Apparently he is worried that these significant structural reforms would damage the UK's anaemic economic recovery and encourage some UK banks to emigrate.
However I got no sense of that when talking to one of his advisers this morning (and see the FT).
He said that the prime minister's position was "the same as the chancellor's" - which is that they back the main reforms put forward in the commission's interim report in April, but will not make final definitive decisions until they have the final report (they get it tomorrow, and it will be published on Monday).
In crude terms, it is reasonable to say, therefore, that David Cameron supports the separation of retail banking and investment banking - or a reform disliked with varying degrees of intensity by the big banks themselves (with RBS and Barclays the most radioactive in their opposition, because they have most to lose).
So let's look at the precise nature of the chancellor's commitment in respect of the establishment of a ring fence between investment banking and retail banking.
Well it is pretty clear.

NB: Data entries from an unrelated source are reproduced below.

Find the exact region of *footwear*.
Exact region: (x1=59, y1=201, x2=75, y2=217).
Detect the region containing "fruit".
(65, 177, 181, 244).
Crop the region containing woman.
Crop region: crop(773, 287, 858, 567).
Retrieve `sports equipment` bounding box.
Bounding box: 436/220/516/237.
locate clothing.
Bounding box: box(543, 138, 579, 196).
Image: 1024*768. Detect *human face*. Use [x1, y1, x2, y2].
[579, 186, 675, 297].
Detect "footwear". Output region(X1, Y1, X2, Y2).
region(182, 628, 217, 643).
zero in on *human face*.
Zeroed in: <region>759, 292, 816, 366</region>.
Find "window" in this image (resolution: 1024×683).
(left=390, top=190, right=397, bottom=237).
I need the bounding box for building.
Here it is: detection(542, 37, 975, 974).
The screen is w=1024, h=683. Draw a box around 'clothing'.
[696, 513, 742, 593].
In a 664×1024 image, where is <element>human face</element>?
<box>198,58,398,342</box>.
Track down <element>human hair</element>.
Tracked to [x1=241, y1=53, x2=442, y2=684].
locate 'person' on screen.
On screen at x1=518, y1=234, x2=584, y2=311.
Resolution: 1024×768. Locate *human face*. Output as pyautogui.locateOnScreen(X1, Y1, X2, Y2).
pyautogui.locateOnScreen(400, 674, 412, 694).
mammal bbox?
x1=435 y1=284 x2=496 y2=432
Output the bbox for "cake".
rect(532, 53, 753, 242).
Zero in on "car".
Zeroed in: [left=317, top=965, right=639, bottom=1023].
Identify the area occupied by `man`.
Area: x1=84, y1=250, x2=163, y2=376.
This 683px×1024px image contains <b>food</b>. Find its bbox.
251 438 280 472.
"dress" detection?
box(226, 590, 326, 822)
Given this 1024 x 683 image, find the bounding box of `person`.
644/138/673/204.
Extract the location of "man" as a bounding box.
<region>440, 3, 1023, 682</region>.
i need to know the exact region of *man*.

Here is what he said on 15 June in his speech at the Mansion House in the City of London:
"The Independent Commission on Banking has put forward two particularly important proposals.
Bail-in instead of bail-out - so that private investors, not taxpayers, bear the losses if things go wrong. And a ring fence around better capitalised high street banks to make them safer, and to protect their vital services to the economy if things go wrong.
"Today I have told the commission that the government endorses both these proposals in principle.
"Of course, the commissioners are still consulting and preparing their final report - and I won't pre-empt their conclusions. We will judge their final proposals in practice against the following conditions:
• All banks should be allowed to fail safely without affecting vital banking services; • Without imposing costs on the taxpayer; • In a manner applicable across our diverse sector; • And consistent with EU and international law."
Protecting retail side
As far as banks are concerned, this is pretty radical stuff.
The chancellor said that when a bank gets into difficulties, he wants the costs to fall on investors and creditors.
That is what he means when he says "bail-in instead of bail-out": it's jargon for saying that the debts of banks should be converted into loss-absorbing equity in a crisis.
And Mr Osborne was also completely unambiguous in his endorsement both of insulation - or "a ring fence" - around high street or retail banks, and of an increase in the loss-absorbing capital resources of retail banks to provide a better buffer against losses.
There are three essential characteristics of a ring fence: that the protective capital of the high-street operations could not be deployed in an investment bank, so that this capital could not be put at risk in what the governor of the Bank of England calls casino operations; that there would be little or no opportunity for the deposits or debt of a high street bank being used to fund the loans and assets of an investment bank; and that this legal separation of investment banking and retail banking would make it easier to physically lift out and rescue those parts of a bank deemed as vital to the smooth functioning of an economy, should the need arise in a crisis (those essential parts of a bank would be our deposits, the gubbins for making loans to households and businesses, and the system for moving money around the economy).
Now putting in place these kinds of barriers between investment banking and retail banking would be a legal and technical minefield.
It would, for example, have huge implications for the wording of the thousands of contracts between banks and those who lend to them.
Which is why, as I reported last night, the commission will propose that the ring fences would be phased in over years - though it wants the prescriptive legislation to be passed by Parliament as soon as possible.
But here's the thing. The moment the government commits to legislate, rating agencies will downgrade the credit of the UK's biggest banks - because they would see the legislation as evidence that when a bank next gets into serious difficulties, losses would not be born by taxpayers but by lenders to banks and investors.
That means the risks of lending to a bank would be seen to have increased.
Taxpayers' expense
And the moment that banks' credit is downgraded, or the moment that lending to a bank is perceived to be riskier, it is probable that banks would have to pay more to borrow.
And, as you all know by now (if you've been paying attention since I joined the BBC more than five years ago), when banks pay more to borrow, they charge more to the rest of us when we borrow from them.
Such is the anxiety for Mr Cameron and Mr Osborne. They see it as a clear priority to free taxpayers from the danger that banks' losses yet again become taxpayers' losses (for more on this read my earlier report).
But can they implement the reform on a timetable that doesn't in the short term impair the flow of cheap credit to households and businesses, who so desperately need the credit if weak economic recovery isn't to be snuffed out?